Writing in Hugh Hewitt’s page, Dean Barnett covers the bases. He says this of the Administration:

I’ve admired this president for a long time, but I’ve reached a point where I’ve had it up to here (my hand is at my forehead) with this administration’s chronic obtuseness and arrogance. The top priority right now for the administration should be the war. And yet the president spent what little political capital he had trying to shove this atrocious immigration bill down the country’s throat. This whole gambit was the logical equivalent of Abraham Lincoln in February of 1864 seeking out the non-war related issue that would most effectively divide his base and then relentlessly championing that issue. That would have been dumb, right? And yet that’s exactly what President Bush did.

 

President Bush is going to need a united base come September if he wants to stay the course in Iraq. Given that consideration, calling 90% of that base bigots probably wasn’t a very good idea. Fickle, weak-kneed and misguided Republican senators like Dick Lugar are already preemptively declaring defeat.

 

Will the Republican base forgive the administration for its actions surrounding this bill? My guess is no. We’re moving on to finding another leader for the party, and in 7 months or so we’ll have one. In the meantime, thanks to this idiotic gambit, there’s a power vacuum right now in the White House.

 

Maybe the base can fill that vacuum. The only good news is that the past political fortnight showed that the Republican base, when enthusiastic, can have a dramatically positive effect on Republican politicians. If the base demands victory in Iraq as loudly as it demanded defeat for this immigration bill, the Republicans in congress will once again listen.

And then he supports what I said yesterday that it was a victory for conservative base voters:

Yes, it sounds trite, but your voice was heard. Remember, the original aim of this bill’s authors was to have it enshrined as law in a mere 48 hours. You raised such a fuss that that became impossible. But the bill’s supporters were undeterred and remained the clear majority in the Senate.

 

Truly, I don’t think a single Senator changed his mind on the underlying merits of the bill. Those that changed their votes did so because they heard from their constituents. So what’s the takeaway? Your voice counts.  In a democracy, that’s a very fine thing.

He’s not so kind to John McCain, Lindsey Graham and Trent Lott. But he points out that there wwere some heroes among republicans just the same.

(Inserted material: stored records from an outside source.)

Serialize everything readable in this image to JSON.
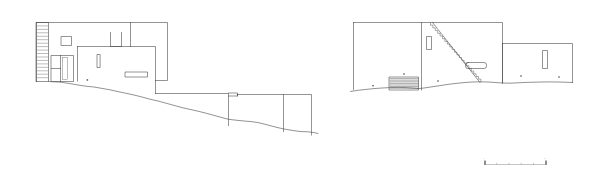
{
  "sheet": {
    "title": "Building Elevations",
    "background_color": "#ffffff",
    "line_color": "#3a3a3a",
    "width_px": 595,
    "height_px": 170,
    "drawing_type": "architectural elevation drawing",
    "notation": "line drawing, no fills"
  },
  "elevations": [
    {
      "id": "left-elevation",
      "name": "West Elevation",
      "description": "Stepped massing descending to the right along a sloping grade line, with slatted screen wall at the left end.",
      "elements": [
        {
          "name": "slatted-screen-wall",
          "type": "hatch",
          "slat_count": 17
        },
        {
          "name": "upper-block",
          "type": "volume"
        },
        {
          "name": "square-window-upper",
          "type": "window"
        },
        {
          "name": "roof-vent-block",
          "type": "volume"
        },
        {
          "name": "main-volume",
          "type": "volume"
        },
        {
          "name": "vertical-slot-window",
          "type": "window"
        },
        {
          "name": "horizontal-strip-window",
          "type": "window"
        },
        {
          "name": "entry-door",
          "type": "door"
        },
        {
          "name": "mid-terrace-volume",
          "type": "volume"
        },
        {
          "name": "lower-terrace-volume",
          "type": "volume"
        },
        {
          "name": "grade-line",
          "type": "ground"
        }
      ]
    },
    {
      "id": "right-elevation",
      "name": "East Elevation",
      "description": "Three stepped bays with an exterior diagonal stair running across the central bay and a terraced step block at the left bay.",
      "elements": [
        {
          "name": "left-bay",
          "type": "volume"
        },
        {
          "name": "terraced-steps",
          "type": "stairs",
          "step_count": 8
        },
        {
          "name": "center-bay",
          "type": "volume"
        },
        {
          "name": "diagonal-stair",
          "type": "stairs",
          "step_count": 22
        },
        {
          "name": "vertical-slot-window-center",
          "type": "window"
        },
        {
          "name": "horizontal-strip-window-center",
          "type": "window"
        },
        {
          "name": "right-bay",
          "type": "volume"
        },
        {
          "name": "vertical-slot-window-right",
          "type": "window"
        },
        {
          "name": "grade-line",
          "type": "ground"
        }
      ]
    }
  ],
  "scale_bar": {
    "name": "graphic-scale-bar",
    "tick_count": 6,
    "start_label": "0",
    "end_label": "5",
    "unit": "m",
    "visible_text": ""
  }
}
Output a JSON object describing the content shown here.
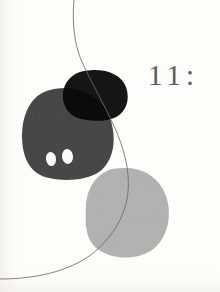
{
  "page": {
    "width": 220,
    "height": 292,
    "background_color": "#fdfdfc",
    "paper_tint": "#faf9f7"
  },
  "page_number": {
    "text": "11:",
    "color": "#5a5a5a",
    "font_size_px": 29
  },
  "artwork": {
    "title": "",
    "palette": {
      "paper": "#fdfdfc",
      "dark_gray_blob": "#4a4a4a",
      "black_blob": "#141414",
      "overlap": "#0b0b0b",
      "light_gray_blob": "#b5b5b5",
      "ink_line": "#6b6b6b",
      "hole": "#fbfbfa",
      "edge_shadow": "#ececea"
    },
    "shapes": [
      {
        "name": "dark-gray-blob",
        "kind": "organic-blob",
        "fill": "#4a4a4a",
        "bounds": {
          "x": 22,
          "y": 88,
          "w": 90,
          "h": 92
        }
      },
      {
        "name": "black-blob",
        "kind": "organic-blob",
        "fill": "#141414",
        "bounds": {
          "x": 62,
          "y": 70,
          "w": 66,
          "h": 50
        }
      },
      {
        "name": "blob-overlap-region",
        "kind": "intersection",
        "fill": "#0b0b0b",
        "bounds": {
          "x": 62,
          "y": 88,
          "w": 50,
          "h": 32
        }
      },
      {
        "name": "light-gray-blob",
        "kind": "organic-blob",
        "fill": "#b5b5b5",
        "bounds": {
          "x": 85,
          "y": 168,
          "w": 83,
          "h": 90
        }
      },
      {
        "name": "left-eye-hole",
        "kind": "oval-cutout",
        "fill": "#fbfbfa",
        "bounds": {
          "x": 46,
          "y": 152,
          "w": 10,
          "h": 14
        }
      },
      {
        "name": "right-eye-hole",
        "kind": "oval-cutout",
        "fill": "#fbfbfa",
        "bounds": {
          "x": 62,
          "y": 149,
          "w": 11,
          "h": 15
        }
      },
      {
        "name": "ink-curve",
        "kind": "thin-line",
        "stroke": "#6b6b6b",
        "stroke_width": 0.9,
        "from": {
          "x": 74,
          "y": 0
        },
        "to": {
          "x": 0,
          "y": 279
        }
      }
    ]
  }
}
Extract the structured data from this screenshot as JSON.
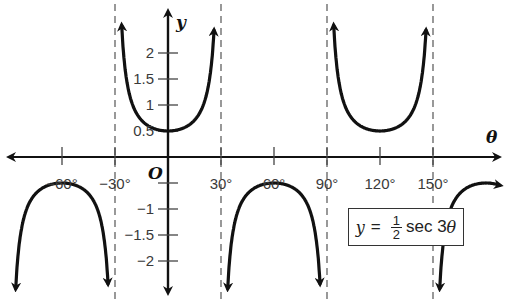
{
  "chart_data": {
    "type": "line",
    "title": "",
    "equation": {
      "lhs": "y",
      "equals": "=",
      "frac_num": "1",
      "frac_den": "2",
      "func": "sec 3",
      "var": "θ"
    },
    "xlabel": "θ",
    "ylabel": "y",
    "origin_label": "O",
    "x_ticks": [
      {
        "value": -60,
        "label": "−60°"
      },
      {
        "value": -30,
        "label": "−30°"
      },
      {
        "value": 30,
        "label": "30°"
      },
      {
        "value": 60,
        "label": "60°"
      },
      {
        "value": 90,
        "label": "90°"
      },
      {
        "value": 120,
        "label": "120°"
      },
      {
        "value": 150,
        "label": "150°"
      }
    ],
    "y_ticks": [
      {
        "value": 2,
        "label": "2"
      },
      {
        "value": 1.5,
        "label": "1.5"
      },
      {
        "value": 1,
        "label": "1"
      },
      {
        "value": 0.5,
        "label": "0.5"
      },
      {
        "value": -1,
        "label": "−1"
      },
      {
        "value": -1.5,
        "label": "−1.5"
      },
      {
        "value": -2,
        "label": "−2"
      }
    ],
    "asymptotes_deg": [
      -30,
      30,
      90,
      150
    ],
    "xlim": [
      -90,
      180
    ],
    "ylim": [
      -2.6,
      2.6
    ],
    "grid": false,
    "series": [
      {
        "name": "y = 1/2 sec 3θ",
        "branches": [
          {
            "from": -90,
            "to": -30,
            "vertex": [
              -60,
              -0.5
            ],
            "direction": "down"
          },
          {
            "from": -30,
            "to": 30,
            "vertex": [
              0,
              0.5
            ],
            "direction": "up"
          },
          {
            "from": 30,
            "to": 90,
            "vertex": [
              60,
              -0.5
            ],
            "direction": "down"
          },
          {
            "from": 90,
            "to": 150,
            "vertex": [
              120,
              0.5
            ],
            "direction": "up"
          },
          {
            "from": 150,
            "to": 210,
            "vertex": [
              180,
              -0.5
            ],
            "direction": "down"
          }
        ]
      }
    ]
  }
}
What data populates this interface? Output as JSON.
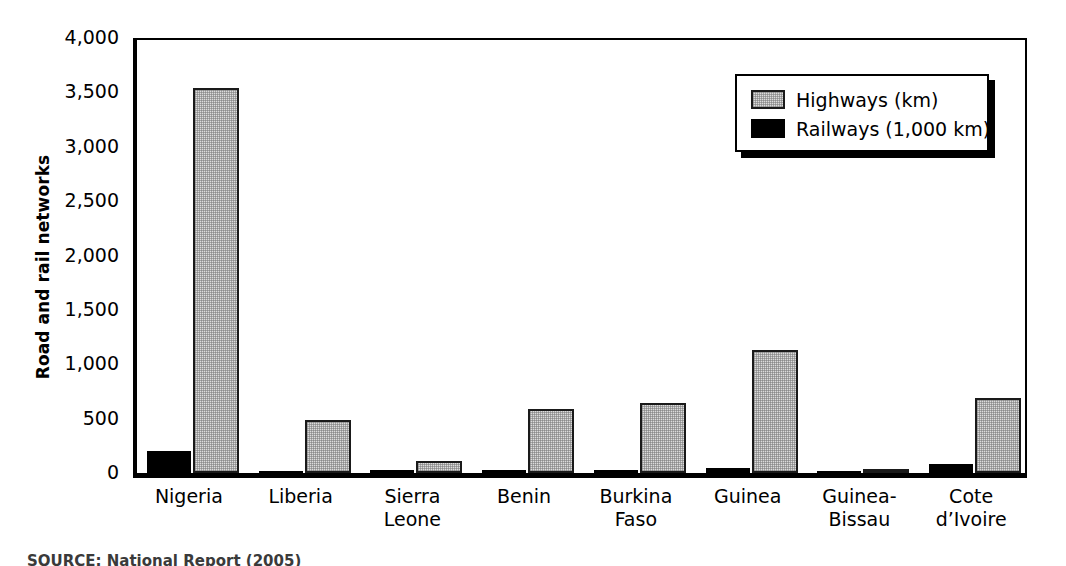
{
  "chart_data": {
    "type": "bar",
    "title": "",
    "subtitle": "",
    "xlabel": "",
    "ylabel": "Road and rail networks",
    "categories": [
      "Nigeria",
      "Liberia",
      "Sierra\nLeone",
      "Benin",
      "Burkina\nFaso",
      "Guinea",
      "Guinea-\nBissau",
      "Cote\nd’Ivoire"
    ],
    "series": [
      {
        "name": "Railways (1,000 km)",
        "color": "#000000",
        "values": [
          200,
          20,
          25,
          25,
          25,
          45,
          20,
          80
        ]
      },
      {
        "name": "Highways (km)",
        "color": "#dcdcdc",
        "values": [
          3540,
          490,
          110,
          590,
          640,
          1130,
          30,
          690
        ]
      }
    ],
    "ylim": [
      0,
      4000
    ],
    "yticks": [
      0,
      500,
      1000,
      1500,
      2000,
      2500,
      3000,
      3500,
      4000
    ],
    "ytick_labels": [
      "0",
      "500",
      "1,000",
      "1,500",
      "2,000",
      "2,500",
      "3,000",
      "3,500",
      "4,000"
    ],
    "grid": false,
    "legend_position": "top-right",
    "legend_entries": [
      "Highways (km)",
      "Railways (1,000 km)"
    ],
    "bar_order_within_group": [
      "Railways (1,000 km)",
      "Highways (km)"
    ]
  },
  "legend": {
    "entries": [
      {
        "label": "Highways (km)",
        "swatch": "highway"
      },
      {
        "label": "Railways (1,000 km)",
        "swatch": "railway"
      }
    ]
  },
  "source": {
    "text": "SOURCE: National Report (2005)"
  }
}
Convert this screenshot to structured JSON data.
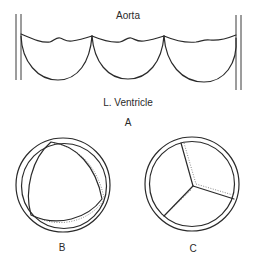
{
  "figure": {
    "panel_a": {
      "label": "A",
      "top_label": "Aorta",
      "bottom_label": "L. Ventricle",
      "description": "Longitudinal view of three aortic valve cusps between aortic walls"
    },
    "panel_b": {
      "label": "B",
      "description": "Valve ring viewed end-on with cusps open (triangular orifice)"
    },
    "panel_c": {
      "label": "C",
      "description": "Valve ring viewed end-on with three cusps closed (Y-shaped coaptation)"
    }
  }
}
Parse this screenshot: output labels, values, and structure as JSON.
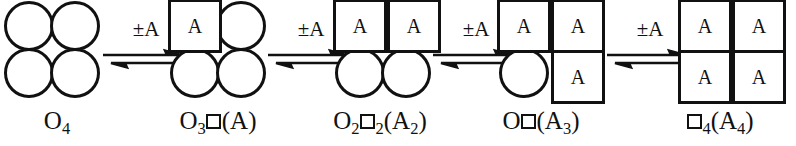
{
  "diagram": {
    "type": "reaction-scheme",
    "site_label": "A",
    "line_color": "#111111",
    "background": "#ffffff",
    "arrow_label": "±A",
    "clusters": [
      {
        "id": "cluster-1",
        "formula_plain": "O4",
        "formula_parts": [
          {
            "text": "O",
            "type": "text"
          },
          {
            "text": "4",
            "type": "sub"
          }
        ],
        "sites": [
          {
            "pos": "top-left",
            "shape": "circle",
            "label": ""
          },
          {
            "pos": "top-right",
            "shape": "circle",
            "label": ""
          },
          {
            "pos": "bottom-left",
            "shape": "circle",
            "label": ""
          },
          {
            "pos": "bottom-right",
            "shape": "circle",
            "label": ""
          }
        ]
      },
      {
        "id": "cluster-2",
        "formula_plain": "O3□(A)",
        "formula_parts": [
          {
            "text": "O",
            "type": "text"
          },
          {
            "text": "3",
            "type": "sub"
          },
          {
            "text": "",
            "type": "box"
          },
          {
            "text": "(A)",
            "type": "text"
          }
        ],
        "sites": [
          {
            "pos": "top-left",
            "shape": "square",
            "label": "A"
          },
          {
            "pos": "top-right",
            "shape": "circle",
            "label": ""
          },
          {
            "pos": "bottom-left",
            "shape": "circle",
            "label": ""
          },
          {
            "pos": "bottom-right",
            "shape": "circle",
            "label": ""
          }
        ]
      },
      {
        "id": "cluster-3",
        "formula_plain": "O2□2(A2)",
        "formula_parts": [
          {
            "text": "O",
            "type": "text"
          },
          {
            "text": "2",
            "type": "sub"
          },
          {
            "text": "",
            "type": "box"
          },
          {
            "text": "2",
            "type": "sub"
          },
          {
            "text": "(A",
            "type": "text"
          },
          {
            "text": "2",
            "type": "sub"
          },
          {
            "text": ")",
            "type": "text"
          }
        ],
        "sites": [
          {
            "pos": "top-left",
            "shape": "square",
            "label": "A"
          },
          {
            "pos": "top-right",
            "shape": "square",
            "label": "A"
          },
          {
            "pos": "bottom-left",
            "shape": "circle",
            "label": ""
          },
          {
            "pos": "bottom-right",
            "shape": "circle",
            "label": ""
          }
        ]
      },
      {
        "id": "cluster-4",
        "formula_plain": "O□(A3)",
        "formula_parts": [
          {
            "text": "O",
            "type": "text"
          },
          {
            "text": "",
            "type": "box"
          },
          {
            "text": "(A",
            "type": "text"
          },
          {
            "text": "3",
            "type": "sub"
          },
          {
            "text": ")",
            "type": "text"
          }
        ],
        "sites": [
          {
            "pos": "top-left",
            "shape": "square",
            "label": "A"
          },
          {
            "pos": "top-right",
            "shape": "square",
            "label": "A"
          },
          {
            "pos": "bottom-left",
            "shape": "circle",
            "label": ""
          },
          {
            "pos": "bottom-right",
            "shape": "square",
            "label": "A"
          }
        ]
      },
      {
        "id": "cluster-5",
        "formula_plain": "□4(A4)",
        "formula_parts": [
          {
            "text": "",
            "type": "box"
          },
          {
            "text": "4",
            "type": "sub"
          },
          {
            "text": "(A",
            "type": "text"
          },
          {
            "text": "4",
            "type": "sub"
          },
          {
            "text": ")",
            "type": "text"
          }
        ],
        "sites": [
          {
            "pos": "top-left",
            "shape": "square",
            "label": "A"
          },
          {
            "pos": "top-right",
            "shape": "square",
            "label": "A"
          },
          {
            "pos": "bottom-left",
            "shape": "square",
            "label": "A"
          },
          {
            "pos": "bottom-right",
            "shape": "square",
            "label": "A"
          }
        ]
      }
    ],
    "arrows": [
      {
        "id": "arrow-1",
        "label": "±A",
        "kind": "equilibrium"
      },
      {
        "id": "arrow-2",
        "label": "±A",
        "kind": "equilibrium"
      },
      {
        "id": "arrow-3",
        "label": "±A",
        "kind": "equilibrium"
      },
      {
        "id": "arrow-4",
        "label": "±A",
        "kind": "equilibrium"
      }
    ]
  }
}
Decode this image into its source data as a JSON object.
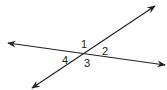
{
  "diagram": {
    "type": "intersecting-lines-angles",
    "line_color": "#222222",
    "lines": [
      {
        "name": "line-a",
        "x1": 8,
        "y1": 43,
        "x2": 165,
        "y2": 65
      },
      {
        "name": "line-b",
        "x1": 32,
        "y1": 88,
        "x2": 155,
        "y2": 6
      }
    ],
    "labels": [
      {
        "text": "1",
        "x": 81,
        "y": 48
      },
      {
        "text": "2",
        "x": 102,
        "y": 55
      },
      {
        "text": "4",
        "x": 62,
        "y": 64
      },
      {
        "text": "3",
        "x": 84,
        "y": 67
      }
    ]
  }
}
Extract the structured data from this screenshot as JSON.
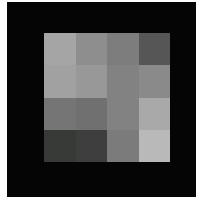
{
  "canvas": {
    "background_color": "#ffffff",
    "field_color": "#050505"
  },
  "patch_grid": {
    "rows": 4,
    "cols": 4,
    "cell_colors": [
      [
        "#a5a5a5",
        "#8e8e8e",
        "#7d7d7d",
        "#565656"
      ],
      [
        "#a1a1a1",
        "#989898",
        "#828282",
        "#8a8a8a"
      ],
      [
        "#757575",
        "#707070",
        "#828282",
        "#a9a9a9"
      ],
      [
        "#383a38",
        "#3e3e3e",
        "#7b7b7b",
        "#b9b9b9"
      ]
    ]
  }
}
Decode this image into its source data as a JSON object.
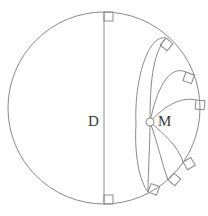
{
  "figure": {
    "type": "geometry-diagram",
    "background_color": "#ffffff",
    "stroke_color": "#8a8a8a",
    "label_color": "#3a3a3a",
    "stroke_width": 1,
    "labels": {
      "diameter_label": "D",
      "point_label": "M"
    },
    "main_circle": {
      "name": "boundary-circle",
      "cx": 104,
      "cy": 108,
      "r": 96
    },
    "diameter_line": {
      "name": "vertical-diameter",
      "x1": 104,
      "y1": 12,
      "x2": 104,
      "y2": 204
    },
    "point_M": {
      "cx": 150,
      "cy": 122,
      "r": 4
    },
    "right_angle_marks": [
      {
        "id": "top-diameter",
        "x": 104,
        "y": 12,
        "angle": 0,
        "size": 9
      },
      {
        "id": "bottom-diameter",
        "x": 104,
        "y": 204,
        "angle": 270,
        "size": 9
      },
      {
        "id": "arc-1-upper",
        "x": 166,
        "y": 38,
        "angle": 40,
        "size": 9
      },
      {
        "id": "arc-2-upper",
        "x": 186,
        "y": 72,
        "angle": 20,
        "size": 9
      },
      {
        "id": "arc-3-upper",
        "x": 196,
        "y": 100,
        "angle": 5,
        "size": 9
      },
      {
        "id": "arc-3-lower",
        "x": 183,
        "y": 162,
        "angle": 330,
        "size": 9
      },
      {
        "id": "arc-2-lower",
        "x": 168,
        "y": 180,
        "angle": 310,
        "size": 9
      },
      {
        "id": "arc-1-lower",
        "x": 148,
        "y": 192,
        "angle": 290,
        "size": 9
      }
    ],
    "orthogonal_arcs": [
      {
        "id": "arc-upper-1",
        "d": "M 150 122 C 150 86 152 54 166 38"
      },
      {
        "id": "arc-upper-2",
        "d": "M 150 122 C 156 92 168 64 186 72"
      },
      {
        "id": "arc-upper-3",
        "d": "M 150 122 C 162 108 180 96 196 100"
      },
      {
        "id": "arc-lower-3",
        "d": "M 150 122 C 164 134 178 146 183 162"
      },
      {
        "id": "arc-lower-2",
        "d": "M 150 122 C 158 144 162 164 168 180"
      },
      {
        "id": "arc-lower-1",
        "d": "M 150 122 C 150 148 148 172 148 192"
      },
      {
        "id": "arc-big-upper",
        "d": "M 136 124 C 134 80 148 34 166 38"
      },
      {
        "id": "arc-big-lower",
        "d": "M 136 124 C 134 156 140 182 148 192"
      }
    ]
  }
}
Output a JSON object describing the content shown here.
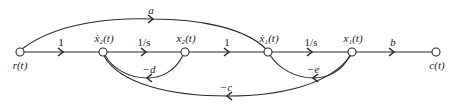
{
  "diagram": {
    "type": "signal-flow-graph",
    "nodes": [
      {
        "id": "r",
        "label": "r(t)",
        "x": 20,
        "y": 52,
        "label_pos": "below"
      },
      {
        "id": "x2dot",
        "label": "ẋ₂(t)",
        "x": 103,
        "y": 52,
        "label_pos": "above"
      },
      {
        "id": "x2",
        "label": "x₂(t)",
        "x": 185,
        "y": 52,
        "label_pos": "above"
      },
      {
        "id": "x1dot",
        "label": "ẋ₁(t)",
        "x": 268,
        "y": 52,
        "label_pos": "above"
      },
      {
        "id": "x1",
        "label": "x₁(t)",
        "x": 352,
        "y": 52,
        "label_pos": "above"
      },
      {
        "id": "c",
        "label": "c(t)",
        "x": 436,
        "y": 52,
        "label_pos": "below"
      }
    ],
    "forward_branches": [
      {
        "from": "r",
        "to": "x2dot",
        "gain": "1"
      },
      {
        "from": "x2dot",
        "to": "x2",
        "gain": "1/s"
      },
      {
        "from": "x2",
        "to": "x1dot",
        "gain": "1"
      },
      {
        "from": "x1dot",
        "to": "x1",
        "gain": "1/s"
      },
      {
        "from": "x1",
        "to": "c",
        "gain": "b"
      }
    ],
    "feedforward_branches": [
      {
        "from": "r",
        "to": "x1dot",
        "gain": "a"
      }
    ],
    "feedback_branches": [
      {
        "from": "x2",
        "to": "x2dot",
        "gain": "−d"
      },
      {
        "from": "x1",
        "to": "x1dot",
        "gain": "−e"
      },
      {
        "from": "x1",
        "to": "x2dot",
        "gain": "−c"
      }
    ]
  },
  "labels": {
    "node_r": "r(t)",
    "node_x2dot": "ẋ₂(t)",
    "node_x2": "x₂(t)",
    "node_x1dot": "ẋ₁(t)",
    "node_x1": "x₁(t)",
    "node_c": "c(t)",
    "gain_r_x2dot": "1",
    "gain_x2dot_x2": "1/s",
    "gain_x2_x1dot": "1",
    "gain_x1dot_x1": "1/s",
    "gain_x1_c": "b",
    "gain_a": "a",
    "gain_d": "−d",
    "gain_e": "−e",
    "gain_c": "−c"
  },
  "colors": {
    "stroke": "#2a2a2a",
    "background": "#ffffff"
  }
}
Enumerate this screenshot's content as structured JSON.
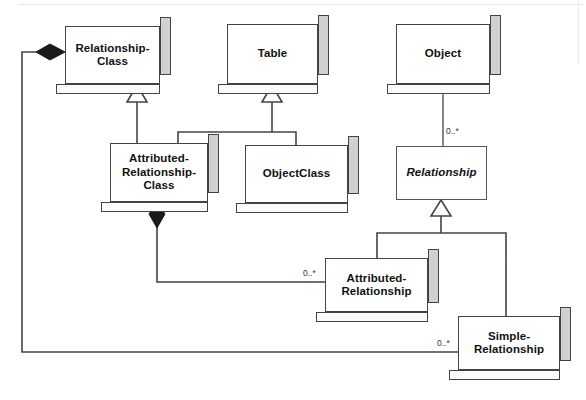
{
  "diagram": {
    "type": "uml-class-diagram",
    "width": 586,
    "height": 400,
    "background_color": "#ffffff",
    "line_color": "#444444",
    "shadow_color": "#d0d0d0",
    "text_color": "#111111"
  },
  "nodes": {
    "relationship_class": {
      "label": "Relationship-\nClass",
      "style": "3d",
      "x": 65,
      "y": 26,
      "w": 95,
      "h": 58
    },
    "table": {
      "label": "Table",
      "style": "3d",
      "x": 227,
      "y": 24,
      "w": 91,
      "h": 60
    },
    "object": {
      "label": "Object",
      "style": "3d",
      "x": 396,
      "y": 24,
      "w": 94,
      "h": 60
    },
    "attributed_relationship_class": {
      "label": "Attributed-\nRelationship-\nClass",
      "style": "3d",
      "x": 110,
      "y": 143,
      "w": 98,
      "h": 59
    },
    "object_class": {
      "label": "ObjectClass",
      "style": "3d",
      "x": 245,
      "y": 145,
      "w": 103,
      "h": 58
    },
    "relationship": {
      "label": "Relationship",
      "style": "flat-abstract",
      "x": 396,
      "y": 146,
      "w": 91,
      "h": 54
    },
    "attributed_relationship": {
      "label": "Attributed-\nRelationship",
      "style": "3d",
      "x": 325,
      "y": 258,
      "w": 103,
      "h": 54
    },
    "simple_relationship": {
      "label": "Simple-\nRelationship",
      "style": "3d",
      "x": 458,
      "y": 316,
      "w": 102,
      "h": 54
    }
  },
  "multiplicities": {
    "object_relationship": "0..*",
    "attributed_relationship": "0..*",
    "simple_relationship": "0..*"
  },
  "relations": [
    {
      "name": "generalization-arc-class",
      "kind": "generalization",
      "from": "attributed_relationship_class",
      "to": "relationship_class"
    },
    {
      "name": "generalization-arc-table",
      "kind": "generalization",
      "from": [
        "attributed_relationship_class",
        "object_class"
      ],
      "to": "table"
    },
    {
      "name": "association-object-relationship",
      "kind": "association",
      "from": "object",
      "to": "relationship",
      "multiplicity": "0..*"
    },
    {
      "name": "generalization-arc-relationship",
      "kind": "generalization",
      "from": [
        "attributed_relationship",
        "simple_relationship"
      ],
      "to": "relationship"
    },
    {
      "name": "composition-arc-class",
      "kind": "composition",
      "from": "relationship_class",
      "to": "simple_relationship",
      "multiplicity": "0..*"
    },
    {
      "name": "composition-arc-attributed",
      "kind": "composition",
      "from": "attributed_relationship_class",
      "to": "attributed_relationship",
      "multiplicity": "0..*"
    }
  ]
}
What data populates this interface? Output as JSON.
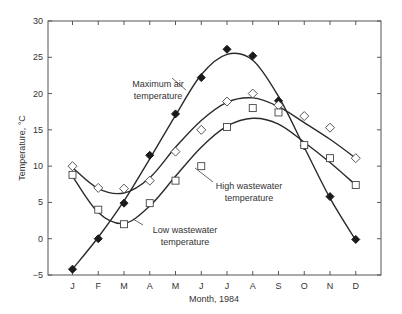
{
  "chart_data": {
    "type": "scatter",
    "title": "",
    "xlabel": "Month, 1984",
    "ylabel": "Temperature, °C",
    "categories": [
      "J",
      "F",
      "M",
      "A",
      "M",
      "J",
      "J",
      "A",
      "S",
      "O",
      "N",
      "D"
    ],
    "ylim": [
      -5,
      30
    ],
    "yticks": [
      -5,
      0,
      5,
      10,
      15,
      20,
      25,
      30
    ],
    "grid": false,
    "legend": "none (inline annotations)",
    "series": [
      {
        "name": "Maximum air temperature",
        "marker": "filled-diamond",
        "values": [
          -4.2,
          0.0,
          4.9,
          11.5,
          17.2,
          22.2,
          26.1,
          25.2,
          19.0,
          12.8,
          5.8,
          -0.1
        ]
      },
      {
        "name": "High wastewater temperature",
        "marker": "open-diamond",
        "values": [
          10.0,
          7.0,
          6.9,
          8.0,
          12.0,
          15.0,
          18.9,
          20.0,
          18.4,
          16.9,
          15.3,
          11.1
        ]
      },
      {
        "name": "Low wastewater temperature",
        "marker": "open-square",
        "values": [
          8.8,
          4.0,
          2.0,
          4.9,
          8.0,
          10.0,
          15.4,
          18.0,
          17.4,
          12.9,
          11.1,
          7.4
        ]
      }
    ],
    "annotations": [
      {
        "text": [
          "Maximum air",
          "temperature"
        ],
        "points_to": "Maximum air temperature"
      },
      {
        "text": [
          "High wastewater",
          "temperature"
        ],
        "points_to": "High wastewater temperature"
      },
      {
        "text": [
          "Low wastewater",
          "temperature"
        ],
        "points_to": "Low wastewater temperature"
      }
    ]
  }
}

Lest we find ourselves lost in a throw-the-bums-out mentality, let’s take a moment to recognize the Republican Senators and Congressmen who led the fight to beat back this wildebeest of a bill. I had Pete Hoekstra on the show last night; Rep. Hoekstra isn’t known as a ball of fire, but he was passionate last night. He was great. He fought against the tide and he wasn’t alone.

 

Jim DeMint has been a stalwart on this since day one. Same goes for Sessions, Cornyn and Inhofe. David Vitter went mano-a-mano with Harry Reid. John Shadegg showed what real House leadership would look like. Someday we’ll have a Speaker Shadegg, and that will be a fine thing indeed. If I left any of the politician good guys out of this brief list (and I’m sure I did), my apologies.

Writing in this morning’s Washington Times, Stephen Dinan points out something similar:

The immigration-reform bill was supposed to be a defining moment for the old guard.

Sen. Edward M. Kennedy could establish a new civil rights legacy to rival his brothers’; Sen. John McCain could show leadership and accomplishment by standing up to his party’s base; and President Bush could secure a major domestic achievement for his second term.

Instead, the young guns — a small, wily group of junior Republican senators, most of them with less than a full term in the upper chamber — sent the bill into a tailspin, tying Democratic leaders into legislative knots and earning enough opposition among senators to block the Senate bill, culminating in yesterday’s vote to kill the measure.

It may well be that many of the same voters whom gave support to the senators who were behind the bill’s defeat are supporter’s of the Iraq War. They likely don’t personalize the issue as the MSM would have you believe and will support the President on the war.  They just disagreed with him on this bill.